Sheriff Watson and deputies Peeler, Blair and Carden have been on the trial of Dugan for several days and Sunday morning came upon him in the road. Recognizing the officers, Dugan leveled his Winchester and told them when he got ready to give up he would send them word, but that he was not going to surrender then, but would shoot if they advanced. Disregarding his threats the brave officers advanced, and just as Sheriff Watson rode up to Dugan he fired at Cardin, who it is believed by Dugan gave the Sheriff a clue as to his whereabouts, and who it is alleged had made an appointment with Dugan to meet him nearby for a game of cards Sunday morning. Sheriff Watson seeing that Dugan was going to fire, sprang from his horse and took hold of the rifle just as Dugan was in the act of firing, and the ball entered the ground a few feet from where Cardin was standing. Dugan was overpowered by the officers and brought to Madisonville, where he was lodged in jail.
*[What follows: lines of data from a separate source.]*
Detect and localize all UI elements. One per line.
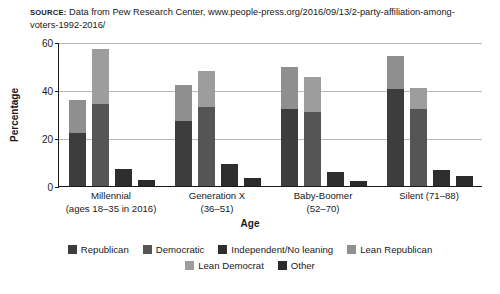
legend-swatch-icon — [68, 245, 77, 254]
y-tick-label: 0 — [47, 182, 53, 193]
source-label: SOURCE: — [30, 8, 66, 17]
y-tick-label: 20 — [42, 134, 53, 145]
bar-segment[interactable] — [221, 164, 238, 186]
x-axis-title: Age — [0, 218, 500, 229]
legend-item[interactable]: Other — [278, 260, 315, 271]
legend-item[interactable]: Republican — [68, 244, 129, 255]
legend-label: Lean Republican — [360, 244, 432, 255]
x-axis-group-label: Generation X(36–51) — [164, 190, 270, 215]
bar-group — [165, 43, 271, 186]
x-label-main: Generation X — [164, 190, 270, 203]
bar-stack[interactable] — [198, 71, 215, 186]
bar-segment[interactable] — [138, 180, 155, 186]
legend-item[interactable]: Democratic — [143, 244, 205, 255]
bar-segment[interactable] — [198, 107, 215, 186]
legend-swatch-icon — [347, 245, 356, 254]
bar-segment[interactable] — [350, 181, 367, 186]
bar-segment[interactable] — [92, 49, 109, 104]
bar-segment[interactable] — [281, 109, 298, 186]
bar-segment[interactable] — [175, 85, 192, 121]
x-axis-group-label: Silent (71–88) — [376, 190, 482, 203]
bar-segment[interactable] — [456, 176, 473, 186]
bar-stack[interactable] — [327, 172, 344, 186]
bar-segment[interactable] — [69, 100, 86, 134]
bar-stack[interactable] — [350, 181, 367, 186]
y-axis-title: Percentage — [9, 88, 20, 142]
chart-legend: RepublicanDemocraticIndependent/No leani… — [0, 244, 500, 276]
source-note: SOURCE: Data from Pew Research Center, w… — [30, 6, 482, 32]
x-label-main: Millennial — [58, 190, 164, 203]
x-label-sub: (52–70) — [270, 203, 376, 216]
bar-segment[interactable] — [304, 77, 321, 112]
y-tick-mark — [55, 187, 59, 188]
bar-stack[interactable] — [281, 67, 298, 186]
bar-group — [271, 43, 377, 186]
bar-segment[interactable] — [327, 172, 344, 186]
legend-label: Democratic — [156, 244, 205, 255]
legend-row-secondary: Lean DemocratOther — [0, 260, 500, 271]
bar-segment[interactable] — [410, 88, 427, 110]
bar-stack[interactable] — [244, 178, 261, 186]
bar-segment[interactable] — [115, 169, 132, 186]
legend-label: Other — [291, 260, 315, 271]
y-tick-label: 60 — [42, 38, 53, 49]
bar-segment[interactable] — [387, 56, 404, 88]
bar-stack[interactable] — [138, 180, 155, 186]
bar-stack[interactable] — [92, 49, 109, 186]
plot-area: 0204060 — [58, 43, 482, 187]
legend-swatch-icon — [278, 261, 287, 270]
bar-segment[interactable] — [433, 170, 450, 186]
legend-item[interactable]: Lean Republican — [347, 244, 432, 255]
x-label-sub: (36–51) — [164, 203, 270, 216]
legend-swatch-icon — [185, 261, 194, 270]
x-axis-group-label: Millennial(ages 18–35 in 2016) — [58, 190, 164, 215]
x-label-main: Baby-Boomer — [270, 190, 376, 203]
bar-segment[interactable] — [304, 112, 321, 186]
legend-swatch-icon — [218, 245, 227, 254]
bar-segment[interactable] — [244, 178, 261, 186]
bar-segment[interactable] — [387, 89, 404, 186]
bar-segment[interactable] — [198, 71, 215, 107]
bar-group — [377, 43, 483, 186]
legend-swatch-icon — [143, 245, 152, 254]
legend-label: Independent/No leaning — [231, 244, 333, 255]
bar-segment[interactable] — [281, 67, 298, 109]
x-axis-group-label: Baby-Boomer(52–70) — [270, 190, 376, 215]
bar-stack[interactable] — [175, 85, 192, 186]
bar-stack[interactable] — [456, 176, 473, 186]
legend-label: Lean Democrat — [198, 260, 264, 271]
legend-label: Republican — [81, 244, 129, 255]
source-text: Data from Pew Research Center, www.peopl… — [30, 7, 455, 30]
bar-stack[interactable] — [433, 170, 450, 186]
x-label-main: Silent (71–88) — [376, 190, 482, 203]
bar-stack[interactable] — [410, 88, 427, 186]
legend-item[interactable]: Independent/No leaning — [218, 244, 333, 255]
legend-item[interactable]: Lean Democrat — [185, 260, 264, 271]
x-label-sub: (ages 18–35 in 2016) — [58, 203, 164, 216]
bar-segment[interactable] — [92, 104, 109, 186]
legend-row-primary: RepublicanDemocraticIndependent/No leani… — [0, 244, 500, 255]
bar-stack[interactable] — [304, 77, 321, 186]
bar-segment[interactable] — [69, 133, 86, 186]
bar-stack[interactable] — [221, 164, 238, 186]
bar-segment[interactable] — [175, 121, 192, 186]
bar-stack[interactable] — [387, 56, 404, 186]
bar-stack[interactable] — [69, 100, 86, 186]
bar-stack[interactable] — [115, 169, 132, 186]
bar-group — [59, 43, 165, 186]
bar-segment[interactable] — [410, 109, 427, 186]
y-tick-label: 40 — [42, 86, 53, 97]
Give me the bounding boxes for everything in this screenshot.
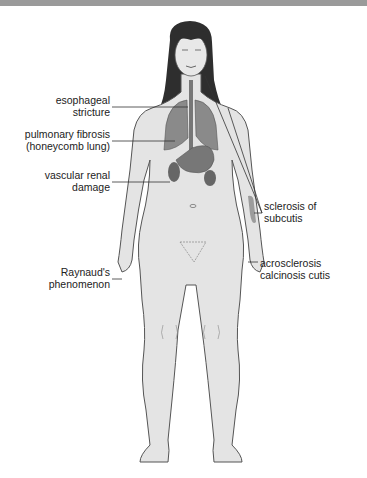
body-illustration	[0, 0, 367, 478]
label-sclerosis-of-subcutis: sclerosis of subcutis	[264, 200, 354, 224]
esophagus	[189, 80, 193, 150]
label-acrosclerosis-calcinosis: acrosclerosis calcinosis cutis	[260, 257, 360, 281]
label-raynauds-phenomenon: Raynaud's phenomenon	[20, 266, 110, 290]
kidney-left	[204, 170, 216, 186]
face	[175, 34, 207, 76]
kidney-right	[168, 162, 180, 182]
label-vascular-renal-damage: vascular renal damage	[20, 169, 110, 193]
label-esophageal-stricture: esophageal stricture	[30, 94, 110, 118]
label-pulmonary-fibrosis: pulmonary fibrosis (honeycomb lung)	[10, 128, 110, 152]
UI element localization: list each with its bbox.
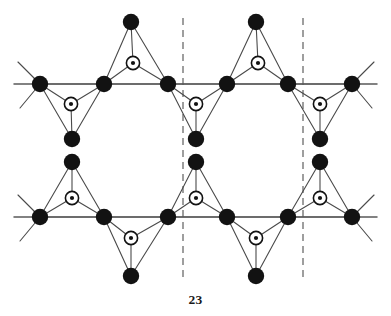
vertex-atom: [160, 76, 176, 92]
triangle-edge: [131, 22, 168, 84]
vertex-atom: [248, 268, 264, 284]
vertex-atom: [312, 131, 328, 147]
vertex-atom: [344, 209, 360, 225]
center-atom-dot: [131, 61, 135, 65]
center-atom: [65, 191, 78, 204]
triangle-edge: [288, 162, 320, 217]
vertex-atom: [64, 131, 80, 147]
center-atom-dot: [318, 102, 322, 106]
vertex-atom: [219, 76, 235, 92]
center-atom-dot: [318, 196, 322, 200]
center-atom: [189, 191, 202, 204]
center-atom-dot: [194, 196, 198, 200]
center-atom: [251, 56, 264, 69]
triangle-edge: [196, 84, 227, 139]
triangle-edge: [288, 84, 320, 139]
vertex-atom: [248, 14, 264, 30]
center-atom: [189, 97, 202, 110]
vertex-atom: [123, 268, 139, 284]
center-atom: [124, 231, 137, 244]
bond-layer: [40, 22, 352, 276]
vertex-atom-layer: [32, 14, 360, 284]
center-atom: [126, 56, 139, 69]
center-atom: [313, 191, 326, 204]
figure-caption-number: 23: [0, 292, 391, 308]
center-atom-dot: [69, 102, 73, 106]
triangle-edge: [131, 217, 168, 276]
vertex-atom: [188, 154, 204, 170]
vertex-atom: [280, 76, 296, 92]
triangle-edge: [320, 162, 352, 217]
triangle-edge: [72, 84, 104, 139]
triangle-edge: [40, 162, 72, 217]
vertex-atom: [32, 76, 48, 92]
vertex-atom: [96, 209, 112, 225]
center-atom: [313, 97, 326, 110]
vertex-atom: [96, 76, 112, 92]
triangle-edge: [227, 217, 256, 276]
triangle-edge: [256, 22, 288, 84]
triangle-edge: [40, 84, 72, 139]
vertex-atom: [123, 14, 139, 30]
center-atom-dot: [70, 196, 74, 200]
vertex-atom: [312, 154, 328, 170]
center-atom-dot: [129, 236, 133, 240]
unit-cell-boundary-layer: [183, 18, 303, 282]
triangle-edge: [256, 217, 288, 276]
vertex-atom: [280, 209, 296, 225]
vertex-atom: [64, 154, 80, 170]
center-atom: [64, 97, 77, 110]
vertex-atom: [344, 76, 360, 92]
vertex-atom: [32, 209, 48, 225]
triangle-edge: [72, 162, 104, 217]
center-atom-dot: [194, 102, 198, 106]
center-atom: [249, 231, 262, 244]
lattice-figure: 23: [0, 0, 391, 316]
edge-stub-layer: [18, 62, 374, 241]
center-atom-dot: [254, 236, 258, 240]
vertex-atom: [219, 209, 235, 225]
triangle-edge: [320, 84, 352, 139]
triangle-edge: [168, 84, 196, 139]
vertex-atom: [160, 209, 176, 225]
triangle-edge: [168, 162, 196, 217]
lattice-diagram-canvas: [0, 0, 391, 316]
center-atom-dot: [256, 61, 260, 65]
triangle-edge: [104, 217, 131, 276]
vertex-atom: [188, 131, 204, 147]
triangle-edge: [196, 162, 227, 217]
The crime with which Dugan is charged occurred about one year ago at Eleazar, near the place of the capture, when in a difficulty, said to be due to whiskey, he shot and killed John White and seriously injured Mr. Moses. He escaped after the murder and has been in hiding since that time, and has successfully eluded the officers until Sunday morning.

Dugan is said to be a dangerous character and in his lifetime is charged with having killed four other men."


Madisonville Democrat, (Monroe Co. TN) Thursday, August 15, 1957:

“Can Anyone Assist Iowa Man Asking About His Ancestors?---Roy R. Hicks has received an inquiry from Earl E. Ferguson of Crawfordsville, Iowa, concerning his ancestors, some of whom he says were Monroe Countians.

“In the 1830’s and early 1840’s, my great grandfather, John Ferguson, owned and operated a tannery somewhere between Sweetwater and Madisonville,” Mr. Ferguson said. “In the spring of 1843 he sold out and, with his family including my grandfather, Samuel Ferguson, then 12 years old, emigrated to Iowa Territory, spending about six weeks on the way.”

“It now seems probable that I may be in your county this fall and I would like to know if there are any members of the family yet living there.”

“My great grandmother, Jane, was the daughter of a James Moore of Roane County and a letter from him dated March 20, 1848, was mailed from Ten Mile Stand. Polly, another daughter of James Moore, married a man named Stamper.”

Mr. Ferguson says he thinks there were some Talleys, Wilsons, Canpbells, Orrs and Johnston’s connected with the family.”